WASHINGTON — The Supreme Court on Wednesday sharply questioned the Obama administration’s view of the limited roles states may play in enforcing immigration laws and seemed receptive to a central part of Arizona’s controversial crackdown on illegal immigrants.

Justices on both sides of the court’s ideological divide expressed skepticism that Arizona’s requirement that police check the immigration status of people they arrest or detain is an impermissible intrusion on Congress’s power to set immigration policy or the executive branch’s ability to implement it.

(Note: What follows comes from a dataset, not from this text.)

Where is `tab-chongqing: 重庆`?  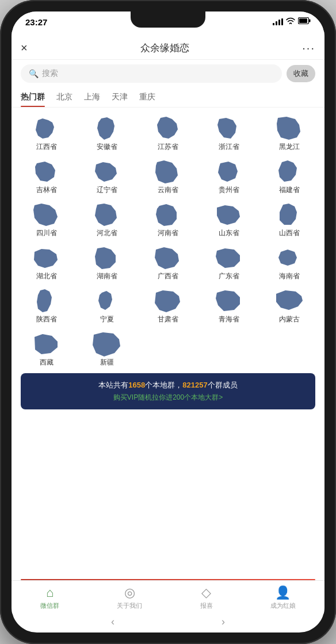
tab-chongqing: 重庆 is located at coordinates (147, 97).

“You can see it’s not selling very well,” Justice Sonia Sotomayor told the federal government’s lawyer. Arizona’s attempt to alert federal authorities that a person may be in the country illegally does not force “you to change your enforcement priorities,” said Sotomayor, one of the court’s liberals and its first Hispanic member.

But the justices did question other aspects of the Arizona law, particularly provisions that make it a crime for an illegal immigrant to seek work and allow noncitizens to be arrested for not carrying documentation.

That raised the prospect of a split decision. And even if key parts of the law are upheld, future legal battles are inevitable as Arizona and other states attempt to implement tough legislation civil rights groups say could violate constitutional rights.

Chanting protesters outside the court said Arizona’s S.B. 1070 has created a climate of fear among the state’s mostly Latino immigrant population and it will lead to racial and ethnic profiling. Gov. Jan Brewer, R, who has been closely identified with the law, emerged from the oral argument saying she was “very, very” encouraged and protesters were playing “the race card.”